Dunne Speaks on the 2015 Budget
Dunne Speaks on the 2015 Budget
The 2015 Budget has been presented, and while Parliament settles down for the next day or so to debate some of the consequential legislation, the public will begin to pick over the entrails to determine their assessment of it. Essentially, it will boil down to one thing – do they feel personally better or worse off as a consequence. They may take account of the small projected Budget surplus, with bigger surpluses to come in the years ahead, but they will also remember there was to be a surplus this year which has not eventuated, so they will take that promise with a grain of salt. They will look at the social assistance package, noting with quiet approval the rise in benefit levels (for some, their anxious consciences will be salved by that) but then they will quickly check to see if they are one of the losers because of the consequential adjustments to Working for Families payments. In most cases, they will conclude that the Government has probably got it “about right” with little real impact on their own circumstances, and so they will just carry on with their lives.
Not that they really expected anything different. The days of Budgets being the year’s “Big Bang” have long since passed, with much of the detail announced by Ministers in the weeks immediately beforehand, even though as the Minister of Finance has shown in this Budget the odd surprise can still be delivered on the day.
All of this is a far cry from the Budgets of old, when people would listen in intently, waiting for the feared words, “As of midnight tonight …”, which usually presaged the introduction of new taxes, levies or reductions in some form or other of government services. Gone too are the old traditions of the pre-Budget stock-up of alcohol, and tobacco products to avoid Budget tax increases – even these are indexed now, and movements in rates announced well in advance, so no-one is caught by surprise. Few truly lament the passage of all that drama.
There is another reason why the Budgets of old should be forgotten. Their fundamental purpose was different – they were the politicians’ version of Scrooge’s Christmas, the one time in the year when goodies were dished out to those whom the Government liked, or wanted to like it, while those whom it did not like or care much about were either ignored or scapegoated. An economic and political morality play, if you like.
Today, the Budget is much more a statement of the Government’s plan of action for the year ahead, a politically and economically strategic document, rather than just handing out the loot. One thing that not has changed in the transition is the attitude of the Opposition. Be they of the left or the right, be the circumstances adverse or more propitious, Oppositions always oppose the Budget, with as much and fire and passion as they can muster, even though changes of government over the years have led to very few changes in Budget settings. Benefit levels are a good example – the last significant uplift in basic levels was when Sir John Marshall was Prime Minister, 43 years ago. When benefits were slashed by National in late 1990, despite its outrage and fury at the time, the Labour-led Government after 1999 did not restore the cuts. Now that a basic adjustment has been made, the Opposition are predictably saying it is not enough.
This is the sort of thing that makes Budget watching such fun – so long as no-one takes it too seriously. Debate will rage in Parliament over the next few days; the pontificating commentariat will have its worthy say; and then, by early next week or so, life will settle back to pretty much what it was beforehand.
Until we go through it all over again next year.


* YOUR GOAL: Wherever the string "category" appears in the entries below, return the line that holds it.

* RECORDS PROVIDED:
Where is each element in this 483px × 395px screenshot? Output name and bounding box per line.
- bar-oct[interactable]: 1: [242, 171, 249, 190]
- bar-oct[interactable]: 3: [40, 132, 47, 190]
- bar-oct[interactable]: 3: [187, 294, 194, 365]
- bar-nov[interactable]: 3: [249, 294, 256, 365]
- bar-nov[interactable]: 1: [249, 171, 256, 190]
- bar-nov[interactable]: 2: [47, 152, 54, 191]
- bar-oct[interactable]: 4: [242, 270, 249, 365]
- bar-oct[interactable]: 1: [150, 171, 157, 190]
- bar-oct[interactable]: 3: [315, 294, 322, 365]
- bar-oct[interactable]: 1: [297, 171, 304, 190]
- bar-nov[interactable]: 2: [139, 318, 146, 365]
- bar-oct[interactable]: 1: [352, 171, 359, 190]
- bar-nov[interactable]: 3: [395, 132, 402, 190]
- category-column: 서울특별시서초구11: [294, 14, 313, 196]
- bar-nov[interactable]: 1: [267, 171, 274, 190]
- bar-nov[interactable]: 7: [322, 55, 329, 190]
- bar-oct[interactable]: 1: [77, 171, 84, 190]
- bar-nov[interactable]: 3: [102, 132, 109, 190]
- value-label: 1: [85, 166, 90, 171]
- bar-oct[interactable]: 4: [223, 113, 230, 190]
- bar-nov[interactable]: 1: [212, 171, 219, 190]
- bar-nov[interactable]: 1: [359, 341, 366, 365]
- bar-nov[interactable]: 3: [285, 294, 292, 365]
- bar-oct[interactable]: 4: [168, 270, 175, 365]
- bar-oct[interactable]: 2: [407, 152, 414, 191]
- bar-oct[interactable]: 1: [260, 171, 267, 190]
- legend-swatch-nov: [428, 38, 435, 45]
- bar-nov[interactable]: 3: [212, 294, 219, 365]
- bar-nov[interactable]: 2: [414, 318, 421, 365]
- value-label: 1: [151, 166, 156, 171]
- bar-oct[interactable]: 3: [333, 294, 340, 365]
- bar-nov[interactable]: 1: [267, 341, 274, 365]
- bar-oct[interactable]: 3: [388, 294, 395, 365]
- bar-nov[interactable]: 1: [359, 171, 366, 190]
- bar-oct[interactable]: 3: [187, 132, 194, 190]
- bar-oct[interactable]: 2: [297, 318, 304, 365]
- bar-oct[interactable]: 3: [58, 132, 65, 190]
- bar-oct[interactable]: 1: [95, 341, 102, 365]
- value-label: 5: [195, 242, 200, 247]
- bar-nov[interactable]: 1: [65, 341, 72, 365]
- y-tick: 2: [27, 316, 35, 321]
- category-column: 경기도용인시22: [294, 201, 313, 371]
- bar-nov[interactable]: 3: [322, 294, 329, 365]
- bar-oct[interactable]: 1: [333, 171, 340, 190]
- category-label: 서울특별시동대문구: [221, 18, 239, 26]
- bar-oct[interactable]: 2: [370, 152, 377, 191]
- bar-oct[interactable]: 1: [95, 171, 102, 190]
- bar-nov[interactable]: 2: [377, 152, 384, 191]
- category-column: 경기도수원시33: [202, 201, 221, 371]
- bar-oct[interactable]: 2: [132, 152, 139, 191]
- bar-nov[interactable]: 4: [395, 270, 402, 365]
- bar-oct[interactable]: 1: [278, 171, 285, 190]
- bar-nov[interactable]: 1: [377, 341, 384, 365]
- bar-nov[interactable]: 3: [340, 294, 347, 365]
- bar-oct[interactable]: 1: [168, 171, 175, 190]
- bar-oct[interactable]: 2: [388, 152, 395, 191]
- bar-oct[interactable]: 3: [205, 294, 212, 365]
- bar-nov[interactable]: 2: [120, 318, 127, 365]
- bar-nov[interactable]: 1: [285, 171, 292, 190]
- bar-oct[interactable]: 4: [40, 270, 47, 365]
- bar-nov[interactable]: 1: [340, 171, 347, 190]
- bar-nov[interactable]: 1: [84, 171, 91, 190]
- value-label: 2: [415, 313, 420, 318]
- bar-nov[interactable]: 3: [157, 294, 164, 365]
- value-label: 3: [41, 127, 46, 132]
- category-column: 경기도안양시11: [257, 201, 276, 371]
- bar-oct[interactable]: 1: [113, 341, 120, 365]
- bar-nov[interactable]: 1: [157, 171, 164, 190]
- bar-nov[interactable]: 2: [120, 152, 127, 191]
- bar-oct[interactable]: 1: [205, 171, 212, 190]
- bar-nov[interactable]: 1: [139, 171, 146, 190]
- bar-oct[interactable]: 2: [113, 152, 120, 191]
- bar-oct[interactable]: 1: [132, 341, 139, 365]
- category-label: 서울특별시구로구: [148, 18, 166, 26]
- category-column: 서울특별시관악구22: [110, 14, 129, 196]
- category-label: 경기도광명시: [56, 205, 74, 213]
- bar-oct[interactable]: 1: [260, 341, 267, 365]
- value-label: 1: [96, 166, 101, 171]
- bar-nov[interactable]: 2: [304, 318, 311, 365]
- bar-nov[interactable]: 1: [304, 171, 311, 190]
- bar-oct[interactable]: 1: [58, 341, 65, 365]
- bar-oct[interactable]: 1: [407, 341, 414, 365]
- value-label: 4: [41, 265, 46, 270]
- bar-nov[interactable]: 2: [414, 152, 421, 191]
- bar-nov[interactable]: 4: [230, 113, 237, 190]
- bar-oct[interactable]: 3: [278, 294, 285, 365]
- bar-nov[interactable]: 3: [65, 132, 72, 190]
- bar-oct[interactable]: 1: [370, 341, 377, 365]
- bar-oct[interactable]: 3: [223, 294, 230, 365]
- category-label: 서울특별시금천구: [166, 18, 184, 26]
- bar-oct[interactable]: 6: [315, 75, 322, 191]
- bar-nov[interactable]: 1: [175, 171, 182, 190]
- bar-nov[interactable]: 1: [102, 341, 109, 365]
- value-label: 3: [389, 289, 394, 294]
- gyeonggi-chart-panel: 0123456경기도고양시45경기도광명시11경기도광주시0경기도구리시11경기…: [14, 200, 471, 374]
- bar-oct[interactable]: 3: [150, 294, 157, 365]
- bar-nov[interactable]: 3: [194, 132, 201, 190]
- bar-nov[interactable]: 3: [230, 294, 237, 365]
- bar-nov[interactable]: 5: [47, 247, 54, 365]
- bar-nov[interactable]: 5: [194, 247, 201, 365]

* ANSWER SECTION:
- category-column: 서울특별시서초구11: [294, 14, 313, 196]
- category-column: 경기도용인시22: [294, 201, 313, 371]
- category-label: 서울특별시동대문구: [221, 18, 239, 26]
- category-column: 경기도수원시33: [202, 201, 221, 371]
- category-column: 경기도안양시11: [257, 201, 276, 371]
- category-label: 서울특별시구로구: [148, 18, 166, 26]
- category-column: 서울특별시관악구22: [110, 14, 129, 196]
- category-label: 경기도광명시: [56, 205, 74, 213]
- category-label: 서울특별시금천구: [166, 18, 184, 26]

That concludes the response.